The process of creating and approving a club is not an easy decision. Club sports are only allotted a certain amount of money, so fundraising is left to the club members. If students want to start a club, it is a big commitment, Flowers said.

Danielle Moser, a freshman from Orland Park studying architecture, is going through the process. Moser is the president of the newest potential sport club addition, women’s lacrosse.

Moser played lacrosse in high school and was offered scholarships to play at Defiance University in Ohio and Allegheny University in Pennsylvania, but came to SIU instead.

“When I came here, I found out that there was no girls’ lacrosse team here, which kind of bummed me out,” she said. “[Some girls] actually started practicing with the boys’ team for a while.”

Moser said some members of the men’s lacrosse team have encouraged her and sophomore Nicole Brodeur to start a women’s lacrosse team.

“They were so open and they wanted us to join because they wanted a girls’ team also so the sport would be more recognized,” she said.

Moser said she in the final steps of the process, but has not been given confirmation.

“We also had a meeting with the Sport Clubs Executive Board,” she said. “We went and talked to them the other day and had to tell them how we were going to get equipment, financial support, future plans, all that stuff.”

Flowers said confirmation for the new club should be coming soon.

“We just need to make sure they know all the things they need to be doing as a sport club,” he said. “We met with them last week and they’ve been working closely with men’s lacrosse to get their feet under them.”

Flowers said when they become official, they still do not have the full leeway other clubs have. They will be in a testing period while the board monitors their progress, as is custom with all other sport clubs.

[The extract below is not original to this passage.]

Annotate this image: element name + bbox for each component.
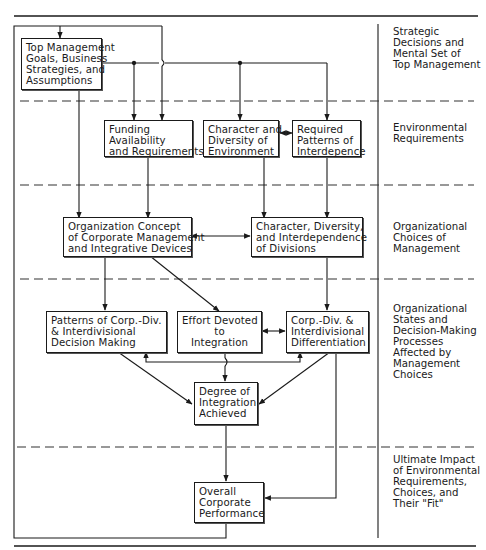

“When we approve a club, it’s with certain restrictions as based in our sport clubs manual,” he said. “We put clubs on probation for a year to see how they’re doing, to see if they can maintain that critical mass of members and that forwards momentum that got them started.”

After that, Flowers said they are on their own, but still have to maintain the membership and the excitement the club created in the first place. Flowers said active membership is key to any club’s success.

“A club can stand and fall on how well the officers and its members do their job,” he said. “If your president, treasurer and secretary aren’t on top of your funding, your membership and your room reservations, then your club will suffer.”

Flowers said he does not foresee that being an issue for the women’s lacrosse team because of the excitement of its members and officials to get started.

“We expect them to be active,” he said. “The president and vice president seem passionate about their sport and dedicated to keeping the club going.”

Flowers and Moser said the team is recruiting new members and will hold informational meetings later this semester, and plans to schedule matches next semester.